Is it still called ego-surfing? That term was coined in the 1990s as more and more people got online, and would put their names into a search engine to see what came up. It soon became clear this was hazardous for authors. A few months after The Thief’s Gamble came out in 1999, I found two very negative reviews. According to one, the book proved I was a patriarchy-enabling betrayer of the sisterhood. The other reckoned it showed I was a ball-breaking man-hater. I was all set to respond, to explain, when a friend working in IT told me to take a breath, step away from my keyboard and think this through. I remain eternally grateful to him for explaining my chances of success were minimal, compared to the significant possibilities of things going badly for all the online world to see. As a more experienced writer told me soon after, ‘Arguing with a critic is like starting an arse-kicking contest with a porcupine. Even if you win, the cost to yourself won’t be worth it.’ The decades since have seen memorable catastrophes when authors have challenged reviews on Amazon and Goodreads.
So no, checking reviews and comments is not what I’m talking about. But another online saying in the 1990s was three things make a post. So here are three solid reasons for writers to stay vigilant over what’s being said about them online these days.
Generative AI has seen an explosion in misinformation. This year’s hobby among writers has been asking ChatGPT and similar for their biography. The inaccuracies that result can be hilarious, as very-far-from-intelligent software scours the Net for anyone with the same name and produces a mishmash of results. After that initial laughter though, this isn’t so funny. How can someone without any prior knowledge of the subject untangle the truth from the nonsense? How can they fact-check when search-engine results are increasingly poisoned by this rubbish?
This gets much worse when some inaccurate statement could have negative professional consequences. Tobias Buckell recently discovered he was being cited as an author praising AI for helping him finish writing a novel, in a lengthy and entirely made-up quote. He was justifiably furious. The excuse that the article was AI-generated so no one is to blame is ridiculous. A human decided to put that lie online – unless no one checked what was being posted, which just makes this worse.

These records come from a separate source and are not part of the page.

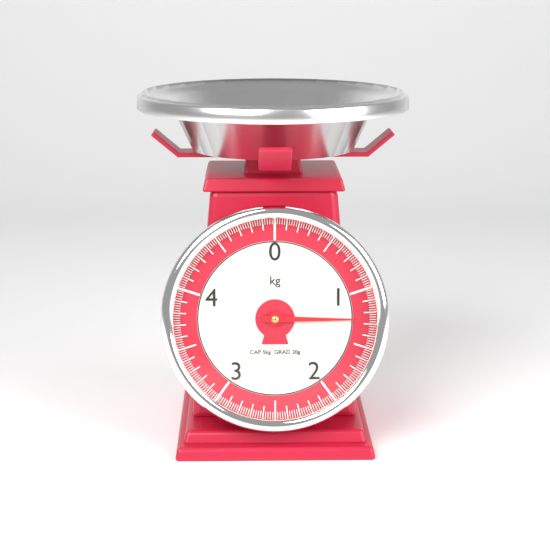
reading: 1.26 kg
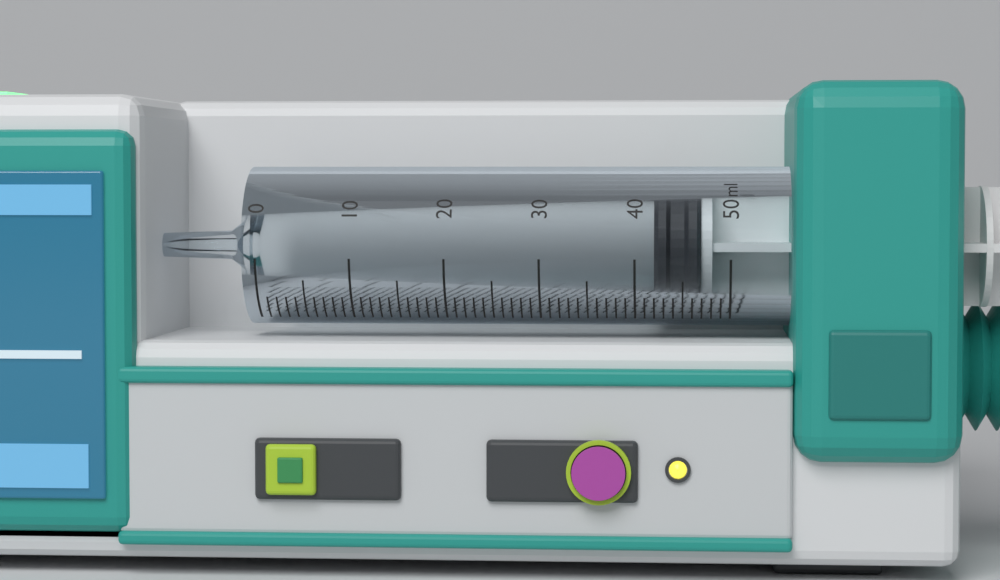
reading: 42 ml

There’s also been an upsurge in online impersonation, especially of literary agents, editors and other people working in publishing. Hopeful writers are being contacted with wonderful offers, and some will be too naive to know this is not how the book trade works. Generative-AI makes these scams more plausible and more common. Writers are being impersonated by scammers creating supposedly new stories in much-loved and long-ago completed series. They find themselves listed as authors of books they have never heard of on Amazon and other sites. These ‘books’ are AI-generated garbage, but how is a reader to know that before buying one and finding out that it’s trash? If the reader doesn’t know what’s happened, the danger of reputational damage for that writer is very real.
Not all of this misinformation can be blamed on generative-AI. I have been checking in on a particular Wikipedia page for over a month now, since I noticed a major rewrite that stripped away an individual’s positive achievements and inserted highly critical and inaccurate material. By which I mean paragraphs that no newspaper’s lawyer would let go to print as some statements would be legally actionable. The person making these edits was doing so under a pseudonym, while Wikipedia culture does not accept the subject of a page making changes themselves. (I have written before about issues with Wikipedia.)
I discussed this with several friends who are active on Wikipedia, who were naturally concerned. They undertook to take a look, and assured me that Wikipedia does have systems to deal with such situations. I have observed these systems in action, and I am glad to say that the page now offers fair and balanced content. But resolving this has taken quite a while, and there have been periods when that seriously inaccurate content remained visible. Two things follow from this. Firstly, if you are the subject of a Wikipedia page, check it from time to time. You need to know if inaccurate material has appeared before you can find help to get the facts straight. Secondly, if you are using someone’s page as a source, and something doesn’t seem right, do click on the Talk tab to look for any current disputes between Wikipedia editors.
In conclusion? All these things strengthen the arguments for an author maintaining and updating their own website, to ensure there is at least one source of accurate and up-to-date information about them online, which they control.
I don’t know if you read Asimov’s Science Fiction magazine. If not, you may have missed editor Sheila Williams’ storm of contempt at all the AI-generated submissions she has to wade through. It was in the Jan./Feb. 2024 issue, now to be found as a small PDF “Chat GPT and Me” in their archives here: https://www.asimovs.com/more-stuff/all-archives/#ArchivedEditorials
I don’t read Asimov’s, so many thanks for this.